What is Saṃskāra?
A saṃskāra (Sanskrit: impression or formation) is a mental imprint left by an action, thought, or feeling. Every conscious act deposits a trace in the mind. That trace shapes how similar situations are met in future. The term appears in both Hindu yoga and Buddhism, where it forms the psychological basis of karma and the cycle of samsara.
The mechanism
Classical Indian psychology holds that every conscious act leaves a trace. Each act of perception, thought, intention, or emotional response deposits a saṃskāra: a sub-conscious imprint that does not vanish when the act passes. It settles, conditions future arising, and reinforces itself when a similar input reactivates it. The mechanism is closer to what cognitive science calls procedural memory than to anything mystical. Repeated action grooves a pattern. The pattern runs more readily next time. After enough repetition, it runs below the threshold of deliberate intention. At that point the saṃskāra has settled into a vāsanā, a habitual disposition, and the practitioner lives from it rather than choosing it.
In yoga and Vedānta
Patañjali's *Yoga Sūtras* make the saṃskāra structure load-bearing for the entire path. The five *kleshas*, the afflictive patterns of ignorance, ego-identification, attraction, aversion, and clinging, are not surface emotions but deeply grooved saṃskāras that condition every act of mind. The eight limbs of yoga are not, on this reading, a moral programme. They are the structural intervention that progressively de-grooves the kleshic patterns and replaces them with saṃskāras of clarity. The Bhagavad Gītā adds a further refinement. Niṣkāma karma, action without attachment to its fruit, is precisely the action that does not lay down a fresh binding saṃskāra: the doer is not invested in the outcome. The path of karma yoga described in the karma entry is, mechanically, the practice of acting without depositing the residue that future bondage requires.
In Buddhism
The Buddhist analysis differs from the Vedāntic in one key respect: there is no persisting self that owns the saṃskāras. In the *skandha* model, the saṅkhāra-skandha, the aggregate of volitional formations, is the fourth of the five constituents that make up the appearance of a person. It is impersonal. Saṃskāras arise, condition future arising, and pass. The apparent continuity of a person who has habits is itself one of the formations. The doctrine of dependent origination makes the link explicit: ignorance conditions formations, formations condition consciousness, consciousness conditions name-and-form, and the cycle of samsara is the running of those formations. Vipassanā practice is the work of observing saṃskāras arise and pass without identifying with them. The cessation the tradition reports, saṅkhāra-nirodha, is the unwinding of the formations themselves.
Where it appears in the index
Sadhguru's Inner Engineering: A Yogi's Guide to Joy treats saṃskāra as the operating problem the practice is designed to address. Most of the book's practical instruction is, in effect, technique for reshaping the saṃskāric ground beneath the surface life. Nisargadatta Maharaj's *I Am That* approaches the same territory from the non-dual side: the dialogues return repeatedly to the recognition that saṃskāras are running an apparent self that is not, on examination, anyone. Jon Kabat-Zinn's MBSR imports the basic mechanism into a secular clinical idiom. The pedagogical claim of mindfulness training is that sustained attention to present-moment experience interrupts the automatic firing of conditioned patterns and progressively loosens their grip. Tara Brach and Jack Kornfield's Power of Awareness carries the same instruction in the Theravāda-flavoured vocabulary the saṅkhāra analysis was originally formulated in.
What it isn't
Saṃskāra is not memory in the ordinary sense. Declarative memory is one kind of saṃskāra, but not the main operating one. It is not trauma, though traumatic experience is one of the most consequential saṃskāra-deposits the practice has to address. It is not Freudian repression: the model does not require the content to have been pushed out of awareness, only that the patterning runs faster than deliberate cognition can catch. And it is not karma as the term is often used in popular Western shorthand. Karma in the technical sense is the action that lays down the saṃskāra; the saṃskāra is the residue that conditions future experience. The two are linked but distinct.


__INSTRUCTIONS TO FOLLOW__
Throughout the listing below, copy each line containing "ffffff".

__AVAILABLE RECORDS__
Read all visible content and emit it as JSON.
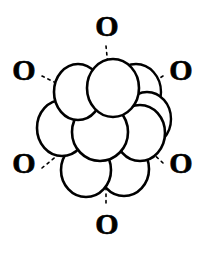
{
  "figure": {
    "title": "",
    "canvas": {
      "width": 210,
      "height": 256,
      "background": "#ffffff"
    },
    "style": {
      "line_color": "#000000",
      "fill_color": "#ffffff",
      "bond_style": "dashed"
    },
    "central_cluster": {
      "label": "sphere-cluster",
      "sphere_count": 12,
      "spheres": [
        {
          "id": "sphere-back-top-right",
          "cx": 136,
          "cy": 92,
          "rx": 25,
          "ry": 28,
          "layer": "back"
        },
        {
          "id": "sphere-back-right",
          "cx": 145,
          "cy": 120,
          "rx": 24,
          "ry": 27,
          "layer": "back"
        },
        {
          "id": "sphere-top-left",
          "cx": 78,
          "cy": 92,
          "rx": 24,
          "ry": 28,
          "layer": "front"
        },
        {
          "id": "sphere-top-center",
          "cx": 113,
          "cy": 88,
          "rx": 25,
          "ry": 29,
          "layer": "front"
        },
        {
          "id": "sphere-mid-left",
          "cx": 63,
          "cy": 128,
          "rx": 25,
          "ry": 28,
          "layer": "front"
        },
        {
          "id": "sphere-mid-center",
          "cx": 100,
          "cy": 132,
          "rx": 27,
          "ry": 29,
          "layer": "front"
        },
        {
          "id": "sphere-mid-right",
          "cx": 140,
          "cy": 133,
          "rx": 25,
          "ry": 28,
          "layer": "front"
        },
        {
          "id": "sphere-bottom-left",
          "cx": 85,
          "cy": 170,
          "rx": 25,
          "ry": 27,
          "layer": "front"
        },
        {
          "id": "sphere-bottom-right",
          "cx": 124,
          "cy": 170,
          "rx": 25,
          "ry": 27,
          "layer": "front"
        }
      ]
    },
    "ligands": [
      {
        "id": "ligand-top",
        "text": "O",
        "x": 92,
        "y": 11,
        "position": "top"
      },
      {
        "id": "ligand-top-left",
        "text": "O",
        "x": 9,
        "y": 55,
        "position": "upper-left"
      },
      {
        "id": "ligand-top-right",
        "text": "O",
        "x": 166,
        "y": 55,
        "position": "upper-right"
      },
      {
        "id": "ligand-bottom-left",
        "text": "O",
        "x": 9,
        "y": 148,
        "position": "lower-left"
      },
      {
        "id": "ligand-bottom-right",
        "text": "O",
        "x": 166,
        "y": 148,
        "position": "lower-right"
      },
      {
        "id": "ligand-bottom",
        "text": "O",
        "x": 92,
        "y": 209,
        "position": "bottom"
      }
    ],
    "bonds": [
      {
        "id": "bond-top",
        "x1": 106,
        "y1": 46,
        "x2": 108,
        "y2": 66,
        "from": "ligand-top",
        "to": "sphere-top-center"
      },
      {
        "id": "bond-top-left",
        "x1": 42,
        "y1": 76,
        "x2": 64,
        "y2": 87,
        "from": "ligand-top-left",
        "to": "sphere-top-left"
      },
      {
        "id": "bond-top-right",
        "x1": 163,
        "y1": 76,
        "x2": 143,
        "y2": 88,
        "from": "ligand-top-right",
        "to": "sphere-back-top-right"
      },
      {
        "id": "bond-bottom-left",
        "x1": 42,
        "y1": 168,
        "x2": 62,
        "y2": 152,
        "from": "ligand-bottom-left",
        "to": "sphere-mid-left"
      },
      {
        "id": "bond-bottom-right",
        "x1": 163,
        "y1": 162,
        "x2": 136,
        "y2": 137,
        "from": "ligand-bottom-right",
        "to": "sphere-mid-right"
      },
      {
        "id": "bond-bottom",
        "x1": 106,
        "y1": 202,
        "x2": 106,
        "y2": 187,
        "from": "ligand-bottom",
        "to": "sphere-bottom-right"
      }
    ]
  }
}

__RESPONSE BELOW__
      "background": "#ffffff"
      "fill_color": "#ffffff",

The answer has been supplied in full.